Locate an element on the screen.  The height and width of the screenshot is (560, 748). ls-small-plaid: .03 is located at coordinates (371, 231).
==
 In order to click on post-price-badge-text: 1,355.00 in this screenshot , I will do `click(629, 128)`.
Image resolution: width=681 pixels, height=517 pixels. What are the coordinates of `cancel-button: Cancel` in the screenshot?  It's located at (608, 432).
---
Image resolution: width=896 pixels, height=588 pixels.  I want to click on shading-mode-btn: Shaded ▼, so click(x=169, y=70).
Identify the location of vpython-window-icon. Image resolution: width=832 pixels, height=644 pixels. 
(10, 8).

Task brief: Transcribe the records above from the line holding "In order to" down to the line holding "Image resolution: width=681", inclusive, without adding anything.

Written response:
 In order to click on post-price-badge-text: 1,355.00 in this screenshot , I will do `click(629, 128)`.
Image resolution: width=681 pixels, height=517 pixels. What are the coordinates of `cancel-button: Cancel` in the screenshot?  It's located at (608, 432).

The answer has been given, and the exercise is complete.